Roberto Dañino | |
---|---|
Prime Minister of Peru | |
In office 28 July 2001 – 12 July 2002 |
|
President | Alejandro Toledo |
Preceded by | Javier Pérez de Cuéllar |
Succeeded by | Luis Solari de la Fuente |
In office November 2002 – October 2003 |
|
President | Alejandro Toledo |
Preceded by | Allan Wagner Tizón |
Succeeded by | Eduardo Ferrero Costa |
Personal details | |
Born |
Lima, Peru |
2 March 1951
Spouse(s) | Pauline Beck (m. 1980) |
Alma mater |
Harvard University Catholic University of Peru |
Occupation | Deputy Chairman of the Board of Hochschild Mining plc Chairman of the Board of Fosfatos del Pacífico |
Religion | Roman Catholic |
Roberto Dañino (born March 2, 1951) is a Peruvian lawyer and former Prime Minister of Peru. He was also the Peruvian Ambassador to the United States and the Senior Vice President and General Counsel of The World Bank. He has practiced corporate law for several decades and was the Chairman of the Latin American practice of leading law firms in the United States and Perú. He has also served on the boards of various corporations and nonprofit organizations in Perú, the United States, Canada, South Africa, Spain and the United Kingdom. Currently he is a member of various corporate boards and philantropic entities in Perú and the USA. He is also a member of the international advisory boards of Goldman Sachs, Uber, and the Open Society Foundations. He was awarded the Order of the Sun of Peru (Gran Cruz) in 2003, which is the highest honor bestowed on a Peruvian citizen.

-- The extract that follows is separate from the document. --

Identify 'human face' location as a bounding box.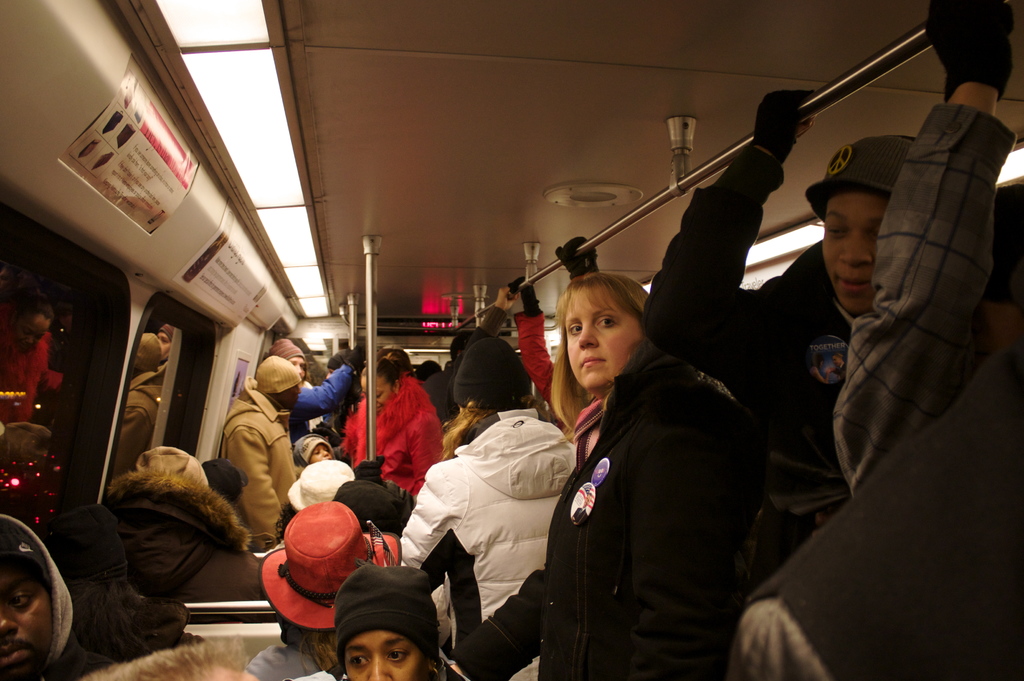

Roberto Dañino earned his law degrees from Harvard Law School. and the Catholic University of Peru. He is also an alumnus of the Georgetown University International Leadership Program.
In 2001, Dañino was nominated to be the Prime Minister of the country. Unlike other countries, the Prime Minister of Peru is not chosen by the electorate, but by the President, before then being ratified by Congress. During his tenure, he led the negotiation of the Acuerdo Nacional, which was a plan to unite the main political parties and leading civil organizations. This was with the aim of agreeing on 30 long-term public policies, all of which would be observed for twenty years after the agreement was signed. The agreement was signed on July 22, 2002, ten days after Dañino left office to become the Ambassador of Peru to the United States. In this role, his primary focuses were on the promotion of a Bilateral Free Trade Agreement between Peru and the USA, which eventually was executed during the Alan Garcia administration, and the culmination of the Andean Trade Promotion and Drug Eradication Act. He left this role in 2003 to become the General Counsel of the World Bank.